Administrative consolidation: Pooling has already reduced LGPS administrative headcount and operating costs. Megafund consolidation would extend this, centralising HR, compliance, technology, and finance functions. Regional pools currently employ shared service models; megafunds would eliminate redundancy entirely.
In-house alternatives: By building proprietary infrastructure and private credit investment teams, megafunds reduce reliance on external managers. A £150bn fund can support 30–50 investment professionals managing direct allocations and co-investments. This improves returns on high-conviction bets and eliminates layered fee structures typical of fund-of-funds models.
What are the challenges and criticisms of megafund consolidation?
Three main concerns dominate the policy debate.
Local accountability and governance: Consolidation at megafund scale distances decision-making from constituent councils. Critics argue that further centralisation erodes local authority input and accountability. This concern is partly structural—large funds require professional governance boards, not elected committee structures—and partly ideological.
Manager concentration risk: A £150bn megafund becomes systemically important to its largest managers. If a megafund divests from an asset class or manager, market impact could be material. Regulatory oversight of fund leverage and concentration risk becomes essential.
Execution complexity: Consolidating six pools with different technology platforms, governance cultures, and investment philosophies into one organisation is operationally challenging. The merger of AustralianSuper funds in the 2010s and the integration of CalPERS sub-plans both encountered significant implementation friction.
What is the timeline for megafund implementation?

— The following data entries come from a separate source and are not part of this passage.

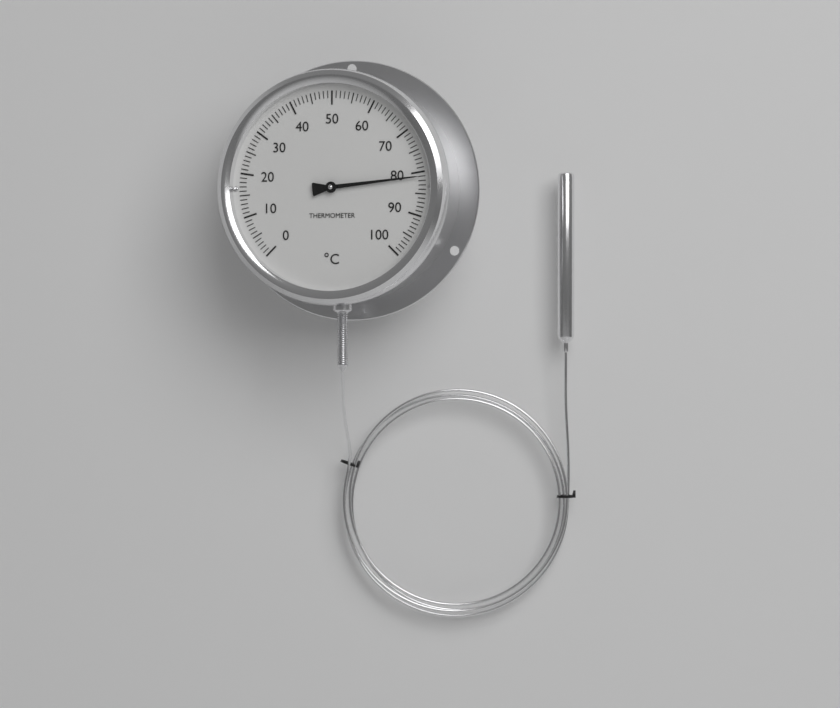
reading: 81 °C
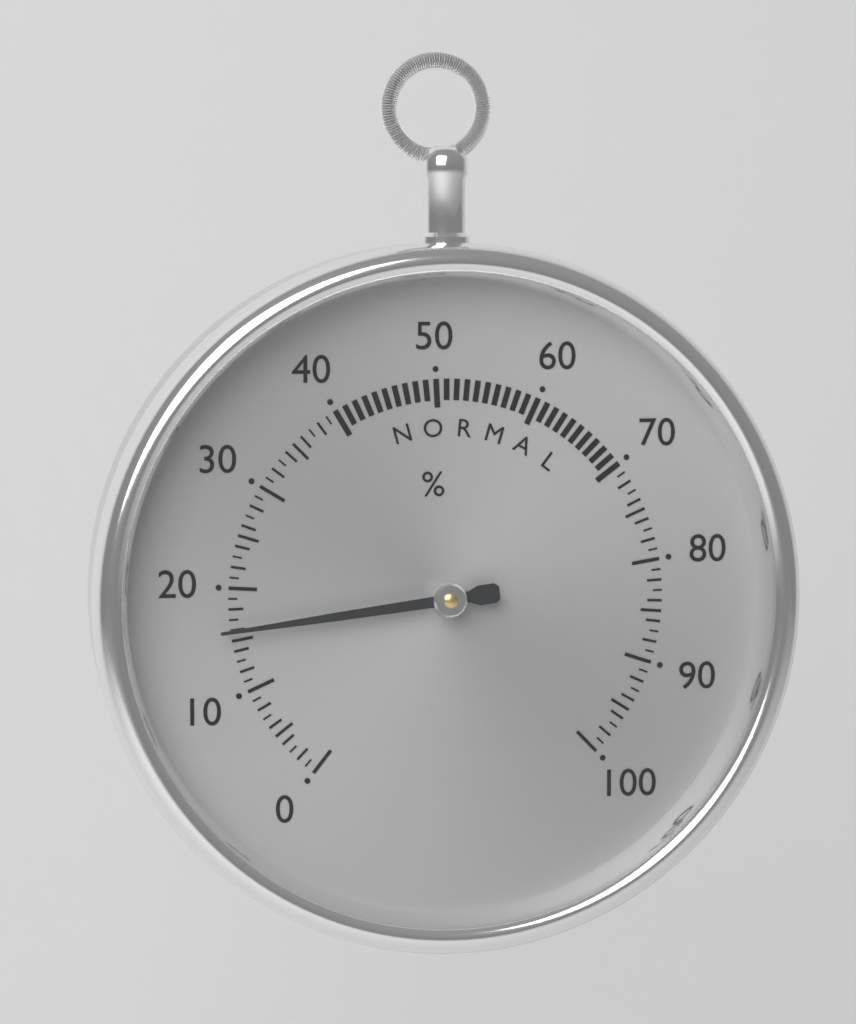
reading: 16 %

As of 2024, megafund legislation has not been formally tabled in Parliament. The DLUHC and Treasury have published consultation documents outlining the policy direction, but primary legislation is required to mandate consolidation. Industry insiders estimate that formal legislation would come in 2024–2025, with a proposed transition period of 2–3 years. Full consolidation into megafunds is unlikely before 2027–2028.
In the interim, regional pools are strengthening alternatives capability, upgrading technology infrastructure, and preparing governance frameworks for potential consolidation. LGPS Central, London CIV, and the Northern Pool have all expanded their alternatives teams and infrastructure investment capacity in anticipation of larger scale.

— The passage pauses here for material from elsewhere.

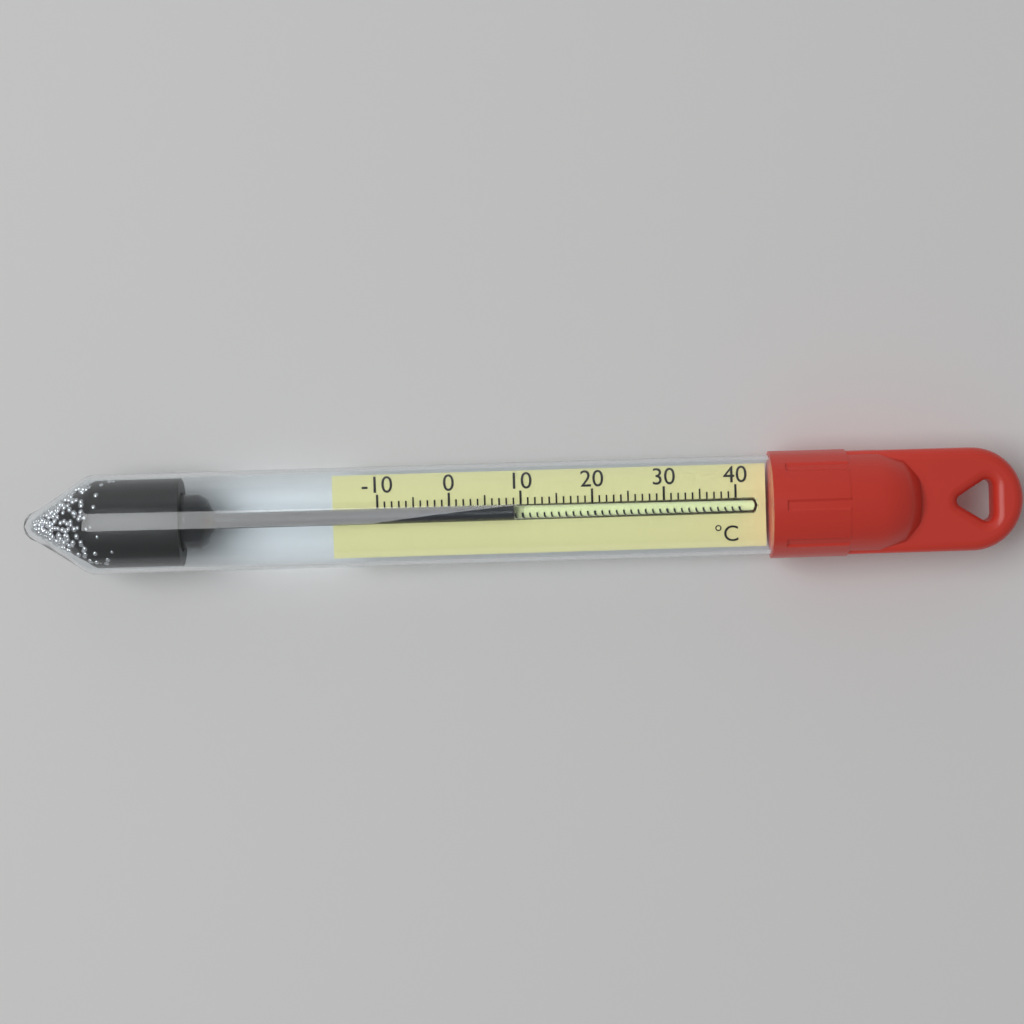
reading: 9 °C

Implications for long-term asset allocators
Megafund consolidation reshapes the LGPS landscape for asset managers, infrastructure sponsors, and co-investment platforms. Consolidation concentrates LGPS negotiating power: fewer, larger counterparts mean fewer manager relationships and greater fee pressure. However, megafunds gain capacity to deploy capital in long-dated illiquids—infrastructure concessions, renewable energy, social housing, and direct lending—where scale creates advantage.

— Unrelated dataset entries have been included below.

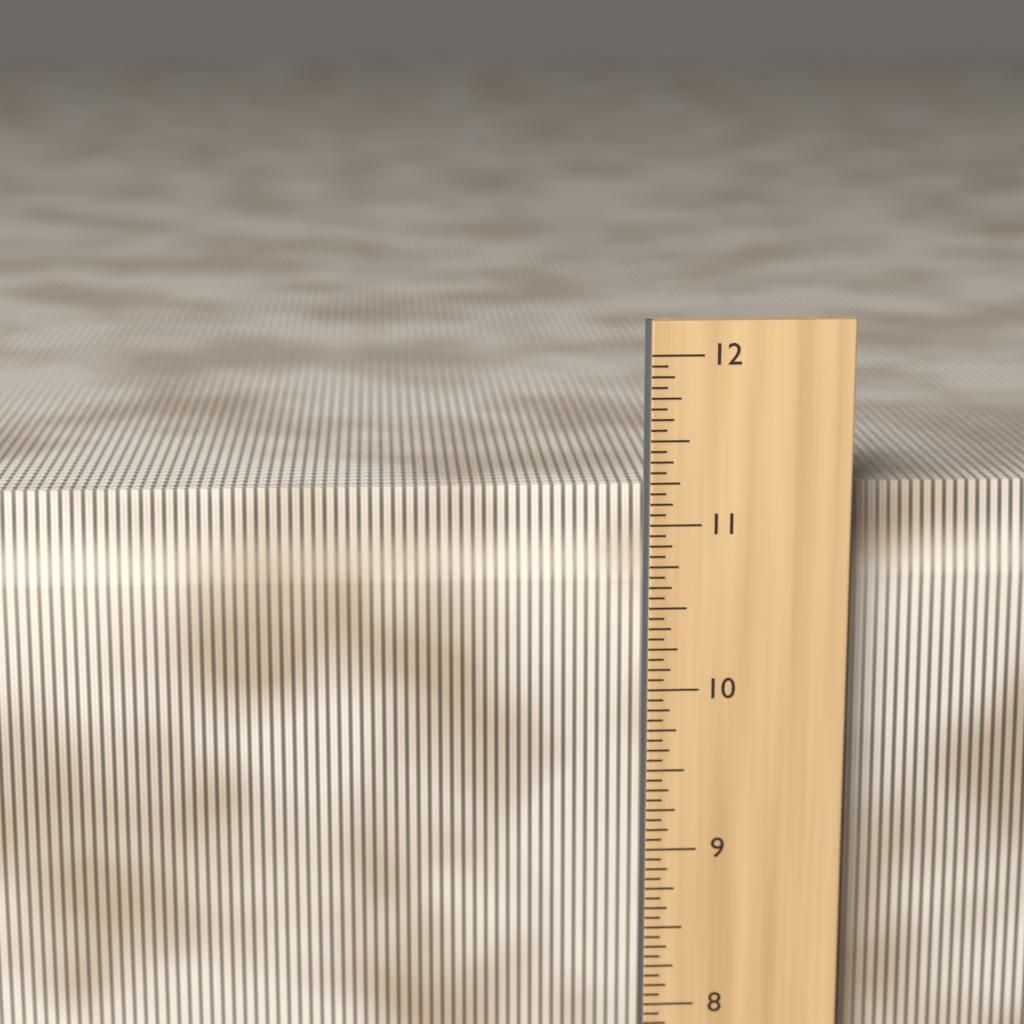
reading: 11.1875 in
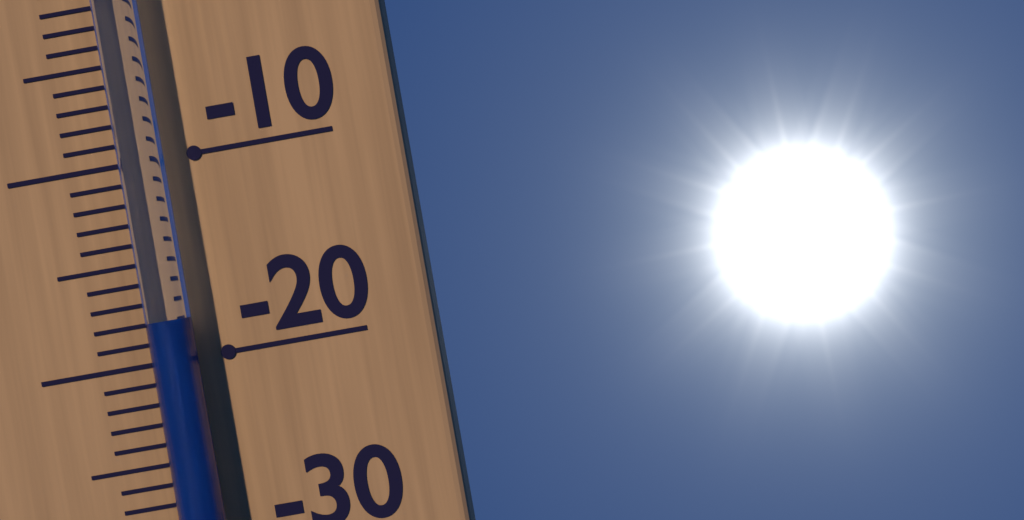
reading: -18 °C
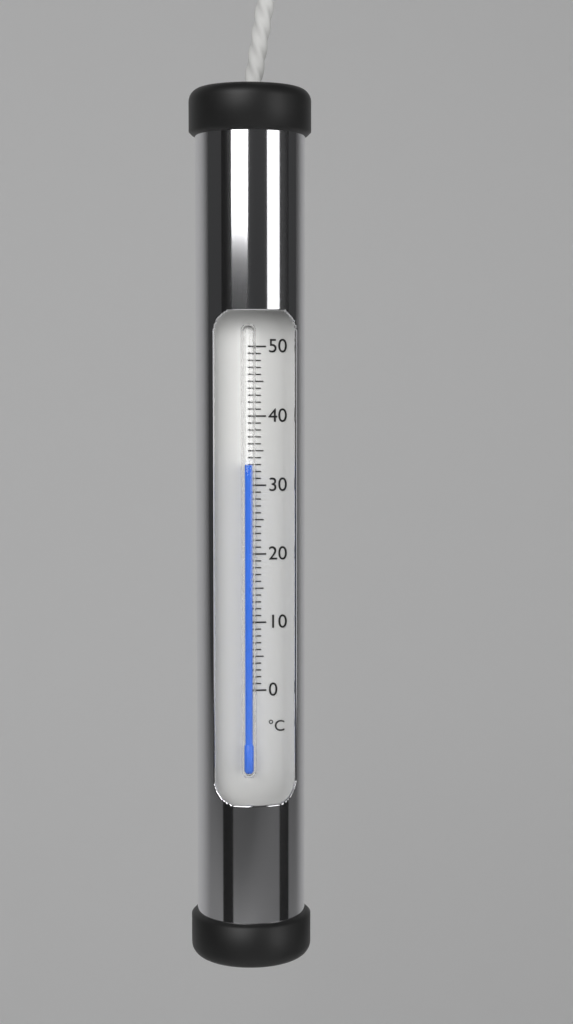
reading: 33 °C
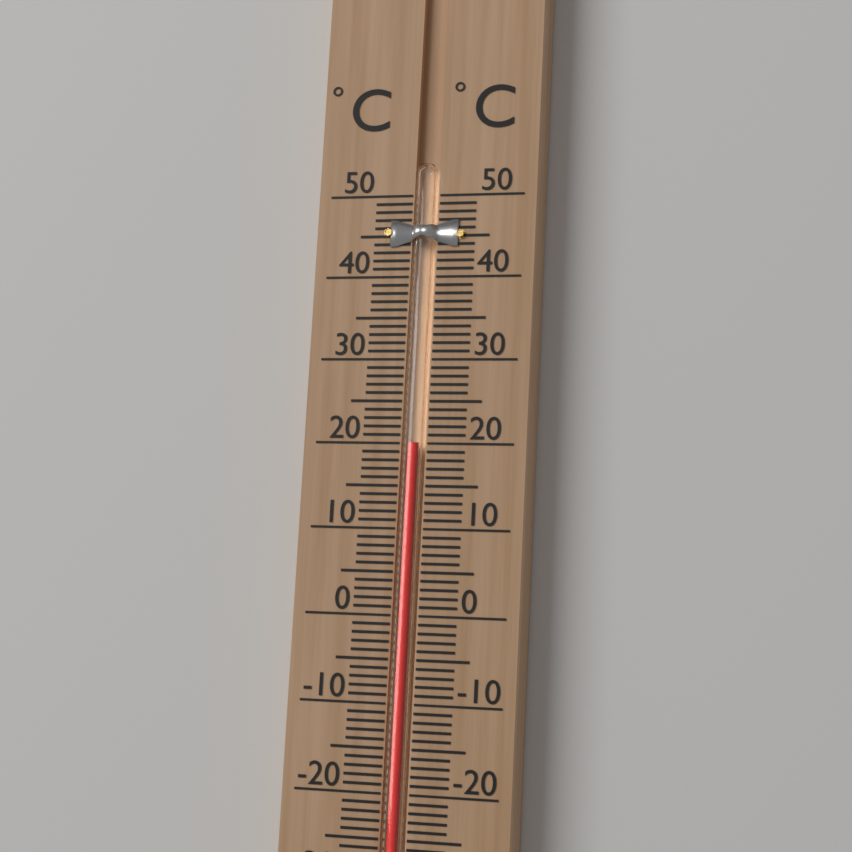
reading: 20 °C
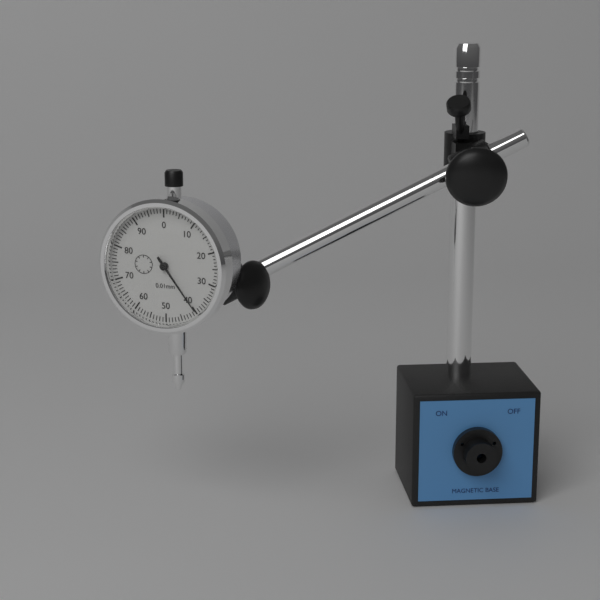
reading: 0.40 mm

For pension fund trustees and CIOs, megafund governance must embed fiduciary duty frameworks that mirror those of world-leading pension funds. Alignment of investment strategy with member liabilities, independent governance, and strong risk management are non-negotiable. Understanding the Reference Portfolio framework—the liability-matching approach underpinning modern pension fund strategy—will be essential as LGPS allocations shift toward alternatives.
The LGPS megafund reforms represent a structural shift toward institutional-grade pension fund architecture. Success depends on executing consolidation without losing local accountability, building investment capability at scale, and delivering net-of-fee returns that justify centralized governance. The coming three years will be decisive in shaping the UK's largest pension system for the next two decades.